The main idea of the article is to address the phenomenon of dancing as a type of creative activity in the modus of self-identification. Sociocultural (self-)identification within the framework of art is taken as the process and space of forming an outline — personal and collective — in relation to certain groups of values, norms and traditions, as a way to discover the boundaries of reflexivity and the possibility of their representation in an artistic act. Basing on the interpretation of reflection as self-directed thinking, this article solves the problem of showing the potential of art in general, and dancing in particular, in the aspect of formation and preservation of identity parameters.
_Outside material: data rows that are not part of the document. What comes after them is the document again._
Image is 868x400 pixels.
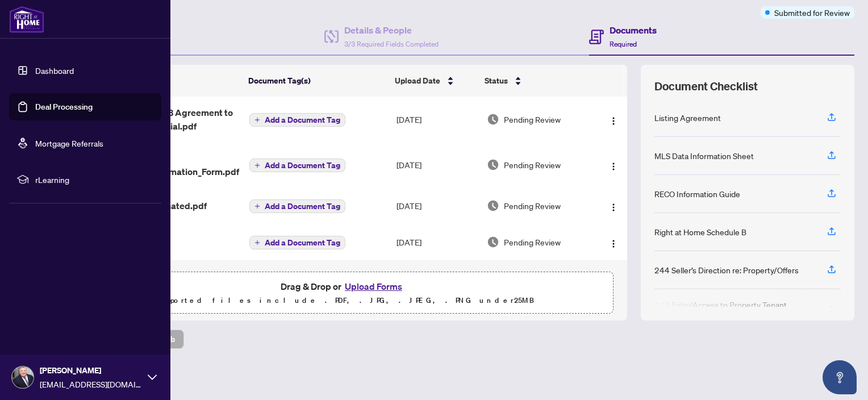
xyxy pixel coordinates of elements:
div: Listing Agreement [654,111,721,124]
img: Profile Icon [12,367,33,388]
button: Logo [604,111,623,129]
img: Document Status [487,113,499,126]
span: Pending Review [504,236,561,249]
span: rLearning [35,173,153,186]
img: Document Status [487,158,499,171]
button: Logo [604,233,623,251]
span: Pending Review [504,199,561,212]
span: Add a Document Tag [265,161,340,170]
button: Add a Document Tag [250,113,345,127]
span: Drag & Drop orUpload FormsSupported files include .PDF, .JPG, .JPEG, .PNG under25MB [73,272,613,314]
h4: Documents [610,23,656,37]
span: Required [610,40,637,49]
button: Add a Document Tag [250,235,345,250]
span: Drag & Drop or [281,279,406,294]
img: Document Status [487,236,499,249]
p: Supported files include .PDF, .JPG, .JPEG, .PNG under 25 MB [80,294,606,308]
button: Logo [604,196,623,215]
button: Upload Forms [341,279,406,294]
button: Logo [604,156,623,174]
img: Logo [609,162,618,171]
span: Pending Review [504,113,561,126]
td: [DATE] [392,96,482,142]
span: Document Checklist [654,78,758,94]
th: Status [480,65,592,96]
a: Mortgage Referrals [35,138,103,149]
span: 3/3 Required Fields Completed [344,40,438,49]
button: Add a Document Tag [250,199,345,213]
span: Upload Date [395,74,440,87]
span: 512 - Schedule B Agreement to Lease Commercial.pdf [103,106,240,133]
button: Add a Document Tag [250,199,345,213]
h4: Details & People [344,23,438,37]
span: Status [485,74,508,87]
span: plus [254,117,260,123]
th: Upload Date [390,65,480,96]
span: Add a Document Tag [265,116,340,124]
img: logo [9,6,44,33]
img: Document Status [487,199,499,212]
img: Logo [609,239,618,249]
button: Add a Document Tag [250,112,345,127]
div: 244 Seller’s Direction re: Property/Offers [654,264,798,276]
div: MLS Data Information Sheet [654,150,753,162]
span: Submitted for Review [774,6,850,19]
td: [DATE] [392,188,482,224]
span: plus [254,240,260,246]
span: [EMAIL_ADDRESS][DOMAIN_NAME] [40,378,142,391]
td: [DATE] [392,142,482,188]
div: RECO Information Guide [654,188,740,200]
div: Right at Home Schedule B [654,226,746,238]
button: Open asap [822,360,856,394]
th: Document Tag(s) [244,65,390,96]
span: plus [254,204,260,209]
th: (4) File Name [99,65,244,96]
button: Add a Document Tag [250,158,345,172]
span: plus [254,163,260,168]
span: Pending Review [504,158,561,171]
a: Deal Processing [35,102,92,112]
button: Add a Document Tag [250,158,345,173]
img: Logo [609,203,618,212]
span: 304 MLS_Data_Information_Form.pdf [103,151,240,178]
img: Logo [609,116,618,126]
span: [PERSON_NAME] [40,364,142,377]
a: Dashboard [35,65,74,75]
span: Add a Document Tag [265,239,340,247]
span: Add a Document Tag [265,202,340,211]
button: Add a Document Tag [250,236,345,250]
td: [DATE] [392,224,482,260]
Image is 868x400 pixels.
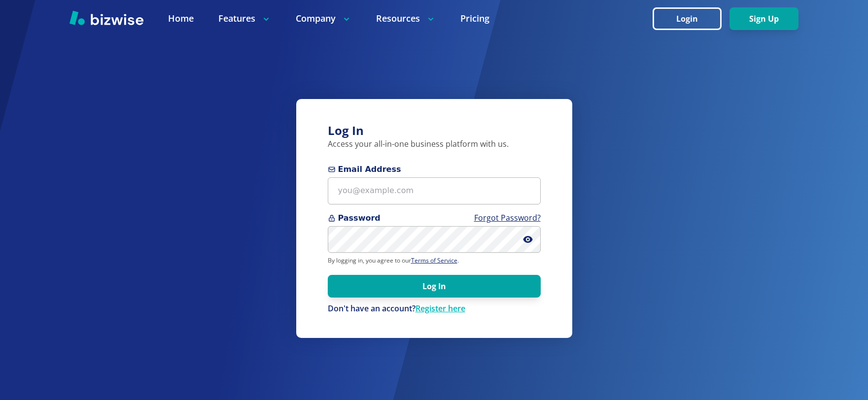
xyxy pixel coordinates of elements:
a: Register here [415,303,465,314]
p: Don't have an account? [328,304,541,315]
a: Forgot Password? [474,212,541,223]
span: Email Address [328,163,541,175]
p: Features [218,12,271,25]
p: By logging in, you agree to our . [328,256,541,265]
h3: Log In [328,123,541,139]
span: Password [328,212,541,224]
a: Login [653,14,729,23]
a: Sign Up [729,14,798,23]
p: Resources [376,12,436,25]
p: Access your all-in-one business platform with us. [328,139,541,149]
div: Don't have an account?Register here [328,304,541,315]
button: Log In [328,275,541,297]
img: Bizwise Logo [70,10,144,25]
input: you@example.com [328,178,541,204]
button: Sign Up [729,7,798,30]
a: Pricing [460,12,489,25]
a: Home [168,12,194,25]
button: Login [653,7,722,30]
a: Terms of Service [411,256,458,265]
p: Company [296,12,351,25]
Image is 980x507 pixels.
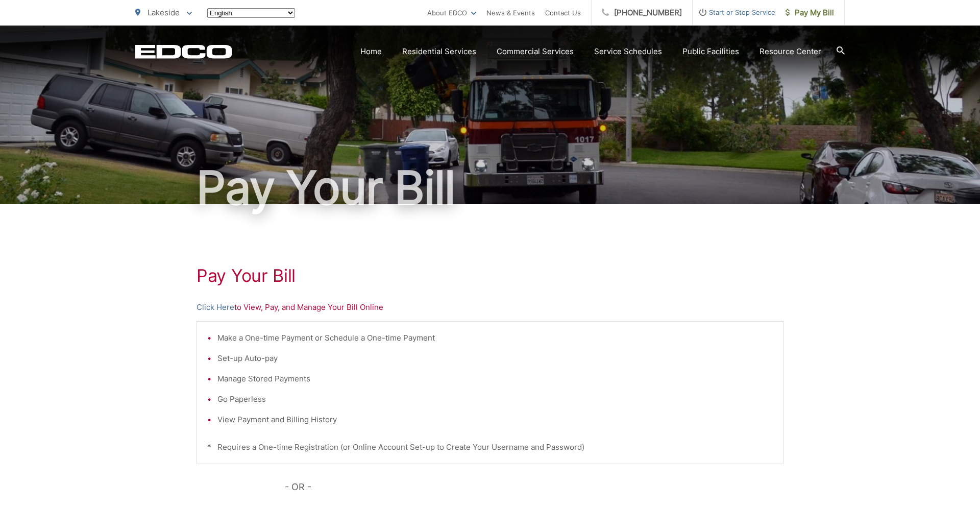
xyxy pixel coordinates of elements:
[285,480,785,495] p: - OR -
[682,45,739,57] a: Public Facilities
[147,8,180,17] span: Lakeside
[218,332,773,344] li: Make a One-time Payment or Schedule a One-time Payment
[496,45,574,57] a: Commercial Services
[402,45,477,57] a: Residential Services
[196,266,784,286] h1: Pay Your Bill
[427,7,477,19] a: About EDCO
[760,45,821,57] a: Resource Center
[786,7,834,19] span: Pay My Bill
[196,301,234,314] a: Click Here
[207,442,773,454] p: * Requires a One-time Registration (or Online Account Set-up to Create Your Username and Password)
[207,9,295,18] select: Select a language
[594,45,662,57] a: Service Schedules
[218,394,773,406] li: Go Paperless
[196,301,784,314] p: to View, Pay, and Manage Your Bill Online
[218,413,773,426] li: View Payment and Billing History
[545,7,581,19] a: Contact Us
[218,373,773,385] li: Manage Stored Payments
[487,7,535,19] a: News & Events
[360,45,382,57] a: Home
[218,353,773,365] li: Set-up Auto-pay
[135,45,232,58] a: EDCD logo. Return to the homepage.
[135,162,845,214] h1: Pay Your Bill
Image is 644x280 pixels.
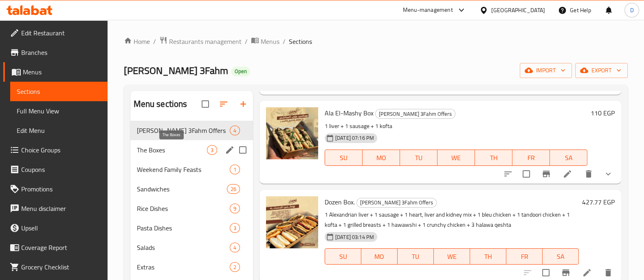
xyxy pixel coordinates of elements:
nav: breadcrumb [124,36,628,47]
a: Menus [3,62,107,82]
span: Select all sections [197,96,214,113]
div: Abo Omar 3Fahm Offers [375,109,456,119]
button: export [575,63,628,78]
a: Menu disclaimer [3,199,107,218]
span: Upsell [21,223,101,233]
span: Sections [289,36,312,47]
a: Sections [10,82,107,101]
span: [PERSON_NAME] 3Fahm Offers [375,109,455,119]
span: Menus [23,67,101,77]
button: MO [362,150,400,166]
span: Coverage Report [21,243,101,252]
span: Rice Dishes [137,204,230,213]
div: [PERSON_NAME] 3Fahm Offers4 [130,121,253,140]
a: Edit Restaurant [3,23,107,43]
button: WE [437,150,475,166]
span: Weekend Family Feasts [137,165,230,174]
a: Branches [3,43,107,62]
span: Open [231,68,250,75]
img: Ala El-Mashy Box [266,107,318,159]
button: SA [542,249,579,265]
button: TU [400,150,437,166]
li: / [283,36,285,47]
button: SA [550,150,587,166]
div: Salads [137,243,230,252]
span: The Boxes [137,145,207,155]
span: Ala El-Mashy Box [325,107,374,119]
button: import [520,63,572,78]
img: Dozen Box. [266,197,318,249]
h6: 110 EGP [591,107,615,119]
span: 9 [230,205,239,213]
a: Edit menu item [563,169,572,179]
span: Menu disclaimer [21,204,101,213]
svg: Show Choices [603,169,613,179]
div: Extras2 [130,257,253,277]
span: Edit Menu [17,126,101,135]
button: TH [475,150,512,166]
span: MO [366,152,397,164]
span: D [630,6,634,15]
div: Open [231,67,250,76]
p: 1 Alexandrian liver + 1 sausage + 1 heart, liver and kidney mix + 1 bleu chicken + 1 tandoori chi... [325,210,579,230]
div: Abo Omar 3Fahm Offers [137,126,230,135]
div: items [230,243,240,252]
span: TU [403,152,434,164]
button: SU [325,150,362,166]
span: 2 [230,264,239,271]
div: Menu-management [403,5,453,15]
span: Sort sections [214,94,233,114]
div: Extras [137,262,230,272]
span: 1 [230,166,239,174]
span: FR [510,251,539,263]
p: 1 liver + 1 sausage + 1 kofta [325,121,587,131]
button: delete [579,164,598,184]
a: Edit Menu [10,121,107,140]
span: [PERSON_NAME] 3Fahm Offers [137,126,230,135]
span: [DATE] 07:16 PM [332,134,377,142]
span: Edit Restaurant [21,28,101,38]
span: Full Menu View [17,106,101,116]
a: Edit menu item [582,268,592,278]
span: WE [437,251,467,263]
a: Menus [251,36,280,47]
button: edit [224,144,236,156]
button: TU [398,249,434,265]
span: 26 [227,185,239,193]
span: MO [364,251,394,263]
span: Branches [21,48,101,57]
span: Sandwiches [137,184,227,194]
span: Promotions [21,184,101,194]
span: Choice Groups [21,145,101,155]
span: [PERSON_NAME] 3Fahm [124,61,228,80]
button: FR [506,249,542,265]
button: Add section [233,94,253,114]
h2: Menu sections [134,98,187,110]
a: Full Menu View [10,101,107,121]
span: 3 [207,146,217,154]
div: Abo Omar 3Fahm Offers [356,198,437,208]
span: 4 [230,244,239,252]
span: [PERSON_NAME] 3Fahm Offers [357,198,436,207]
span: Menus [261,36,280,47]
button: Branch-specific-item [537,164,556,184]
button: show more [598,164,618,184]
div: items [207,145,217,155]
span: Pasta Dishes [137,223,230,233]
button: MO [361,249,398,265]
div: Weekend Family Feasts1 [130,160,253,179]
div: items [230,126,240,135]
span: TH [478,152,509,164]
button: WE [434,249,470,265]
span: Coupons [21,165,101,174]
span: Grocery Checklist [21,262,101,272]
button: sort-choices [498,164,518,184]
span: TU [401,251,430,263]
span: Restaurants management [169,36,241,47]
a: Upsell [3,218,107,238]
a: Grocery Checklist [3,257,107,277]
The identity is considered as the result of constructing metaphysical supports and methods of self-representation in the widest range: national, religious, ideological, gender, but above all — the actual artistic-stylistic one. In addition to the obvious value of beauty and harmony, the article highlights expressiveness and authenticity as the main axiological guidelines for the art of choreography. The author analyzes the high communicative potential of dancing as a type of artistic activity both at the professional and amateur levels. The article focuses on the specifics of self-identification procedures in the space of modern dance, interpreted in this context in a wide chronological field — from the emergence of “free dance” by Isadora Duncan to current trends in postmodern dance, “contemporary dance” and performative practices. The study concludes that dancing has a high axiological potential as an artistic activity that combines physical and metaphysical practices.


2021 ◽  
pp. 60-87
Author(s):  
Ron J. Popenhagen

In ‘Marionettes Unmasked’, King Ubu is analysed as a masquerade and architectural construction. Jarry’s oversized body mask is distinguished from the art of the puppet and from Edward Gordon Craig’s Übermarionette. The masquerading actor in movement is situated and theorised, with consideration of Heinrich von Kleist’s commentary, and analyses from Schumacher, States and Taxidou. The chapter also includes thoughts on the performances of Isadora Duncan, Mary Wigman and Sadda Yakko. Head and body masks created by Marcel Janco and Rudolf Laban and presented at the Cabaret Voltaire in Zürich or at the Monte Verità in Ascona, Switzerland contribute to the discussion on disguise and camouflage in the era of Dada and Cubism. Masquerading and ‘Pirouettes on Eastern Fronts’ extend modernist responses to the Great War to Germany, Romania and Russia while citing the work of sculptors and other visual artists like Ernst Barlach, Constantin Brancuşi, Emmy Hennings and Käthe Kollwitz. Commedia dell’arte treatments in ‘Pierrot and Harlequin Disguised’ feature Picasso images and others created by Heinrick Campendonk, André Derain, Juan Gris and August Macke. Arnold Schönberg’s texts, images and music further complicate the role of Pierrot from Viennese point of view.